I did a seminar about college essays at an admissions event today. And I gave parents the advice I've given for my entire career as a college counselor about how parents can best help their kids with college essays.
Don't get involved. Stay away. In fact, run the other direction.
Parents are the worst judges of their own kids' college essays. You are not impartial observers. You love your kids too much, and you are way too close to the subject matter to advise your son or daughter what and how to write in their college essays.
Most kids resent their parents' involvement in the college essay anyway. And the colleges can always tell when you got too involved. Kids think and write differently than parents do, and you'd be surprised how obvious is it to the trained reader when too many of the ideas or the words came from Mom or Dad.
I know what some of you are thinking. Some of you are thinking I'm wrong. Every time I give this advice to a crowd, there's one parent who scowls at me. It's inevitably a parent who inserts herself into everything her kid is doing. It's the parent who's sure that she's the exception to the rule.
She's not. And neither are you.
So preserve your family relationship and the purity of the essays.
Stay out of them. Help with other things like planning college visits,
and filling out financial aid forms and cheering your kids on
throughout the process. But when it comes to college essays, remove
yourself from the process. Your kids and the colleges will thank you for it.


**What you have to do:** Since only part of the material is needed, please repeat exactly the line that includes "Given a 1024" and every line after it, up to the last.

**Information given:**
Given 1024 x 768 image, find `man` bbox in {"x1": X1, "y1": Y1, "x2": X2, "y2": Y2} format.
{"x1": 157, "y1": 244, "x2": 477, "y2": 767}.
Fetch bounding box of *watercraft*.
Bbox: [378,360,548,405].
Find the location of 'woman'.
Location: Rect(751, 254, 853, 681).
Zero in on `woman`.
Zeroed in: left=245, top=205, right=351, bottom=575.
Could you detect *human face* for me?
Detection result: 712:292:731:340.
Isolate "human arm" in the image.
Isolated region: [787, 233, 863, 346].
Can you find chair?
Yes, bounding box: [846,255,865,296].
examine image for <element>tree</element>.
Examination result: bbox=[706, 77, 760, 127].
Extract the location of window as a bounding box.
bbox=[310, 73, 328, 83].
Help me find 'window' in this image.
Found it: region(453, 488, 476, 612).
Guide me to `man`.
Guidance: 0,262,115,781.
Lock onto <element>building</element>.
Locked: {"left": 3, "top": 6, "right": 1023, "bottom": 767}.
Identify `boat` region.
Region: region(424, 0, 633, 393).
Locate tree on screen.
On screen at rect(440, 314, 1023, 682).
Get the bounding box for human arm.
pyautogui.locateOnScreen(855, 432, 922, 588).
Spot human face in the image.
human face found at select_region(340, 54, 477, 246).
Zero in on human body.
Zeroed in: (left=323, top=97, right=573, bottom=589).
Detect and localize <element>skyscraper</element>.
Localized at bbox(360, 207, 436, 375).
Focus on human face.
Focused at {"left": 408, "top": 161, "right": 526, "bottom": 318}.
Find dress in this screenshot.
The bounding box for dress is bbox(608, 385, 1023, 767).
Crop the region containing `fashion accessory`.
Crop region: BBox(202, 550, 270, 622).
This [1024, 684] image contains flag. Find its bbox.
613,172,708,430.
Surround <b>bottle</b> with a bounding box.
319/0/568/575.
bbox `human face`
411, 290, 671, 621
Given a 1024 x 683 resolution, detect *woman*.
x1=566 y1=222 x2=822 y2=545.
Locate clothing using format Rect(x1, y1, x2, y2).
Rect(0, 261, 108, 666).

**Exercise result:**
Given a 1024 x 683 resolution, detect *woman*.
x1=566 y1=222 x2=822 y2=545.
Locate clothing using format Rect(x1, y1, x2, y2).
Rect(0, 261, 108, 666).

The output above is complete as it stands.